To accomplish this, District 1 has proposed an admissions system called controlled choice that's still being finalized. It's been used in Cambridge, Massachusetts, as well as other cities around the country. Parents rank their preferred schools. The city would then consider whether their children qualify for free or reduced priced lunch when assigning incoming kindergarten students to every school.

In District 1, where about three quarters of the students qualify for free lunch, this means every school would aim for a similar proportion of new kindergarten students. By distributing students more evenly, supporters believe there would also be greater racial diversity, and maybe more involved parents, more funds and more stability in the teaching staff wold follow. In other words, the schools would get better.

For more on how it would actually work, check out these charts and images.

Parent leaders and schools are still in talks with the Department of Education about the controlled choice plan. “Officials are having fruitful conversations as details about the proposal are being still worked through,” said department spokeswoman Devora Kaye.

The Roberto Clemente School, P.S. 15, is one school that could potentially benefit from this change. It's cheerful and inviting. Every hallway of this century-old building in the East Village is lined with murals, photos of smiling children and student drawings.

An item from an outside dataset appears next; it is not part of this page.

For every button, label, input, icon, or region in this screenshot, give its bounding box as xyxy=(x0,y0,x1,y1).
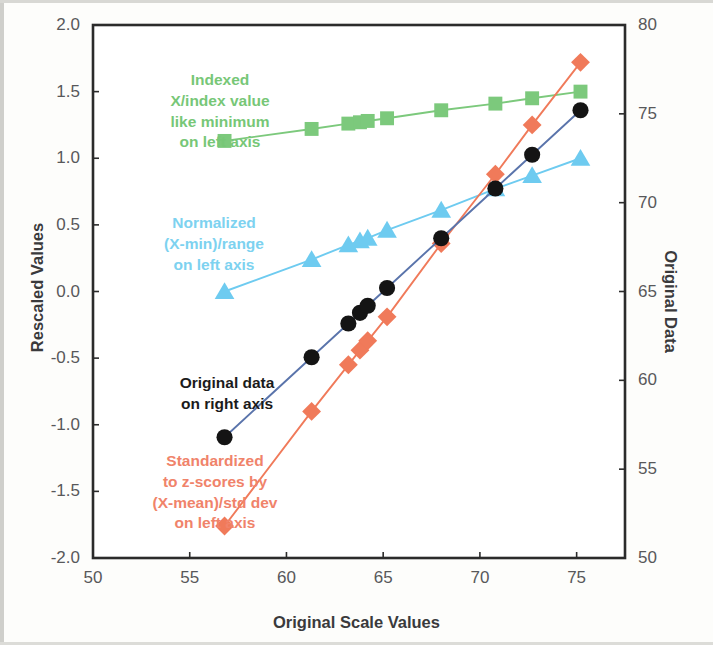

But the tiny school is what educators call "extremely segregated." Almost all of its 161 students come from very low income families. This year, 39 percent of them are homeless or in transitional housing.

Principal Irene Sanchez said that has a negative effect on pupils.

"When we talk about student learning and diversity, we talk about students learning from each other," she explained. But when nearly all of the students are coping with the stresses and crises associated with poverty, she said, it's much harder to create a balanced classroom where children can learn from each other.

Currently half the roughly 5700 elementary students in District 1 are Latino, followed by Asians, blacks and whites. Out of the 17 schools with elementary grades, most are 80% black and Latino and 80% low-income. But five have a disproportionately higher percentage of white and wealthier students. They also tend to have higher test scores and are extremely sought-after.

This de facto segregation is widely blamed on the current system of school choice. Former Mayor Michael Bloomberg made it easier for families to apply to various schools. In District 1, which already had a similar policy, principals used to consider race in their admissions process to achieve a balanced mix. But that came to a halt in 2007 after a U.S. Supreme Court ruling. Since then, a study commissioned by District 1 parent leaders found school segregation has gotten worse.

School choice also favors savvy, educated parents, who apply for the schools they like and shun those with lower test scores, or more at-risk kids like P.S. 15. Other families choose the ones that are most convenient; or they don't even know about their myriad options. 

"The choice system in New York City, now as far as I can see, is pretty much an end in itself," said Michael Alves, who designs school admissions systems around the country. Alves helped create the controlled choice system in Cambridge more than 30 years ago and he said it ensures a more level playing field.

In Cambridge, which is smaller than District 1, about 30 percent of pupils qualify for free lunch. The district's algorithm is set so that 38 percent of new kindergarten students in each school qualify for free lunch, plus or minus 10 percentage points. Some schools still wind up with more than that, because of the choices families make.

Linh O, director of registration and enrollment, said about 10 percent of families don't get their top-choice schools. When that happens, the district assigns them to a less popular school. Some reject it and leave, but O described one elementary school that's picking up momentum.

"What I've seen in the last three years is that once we have parents actually try the school out, they actually really like it," she said.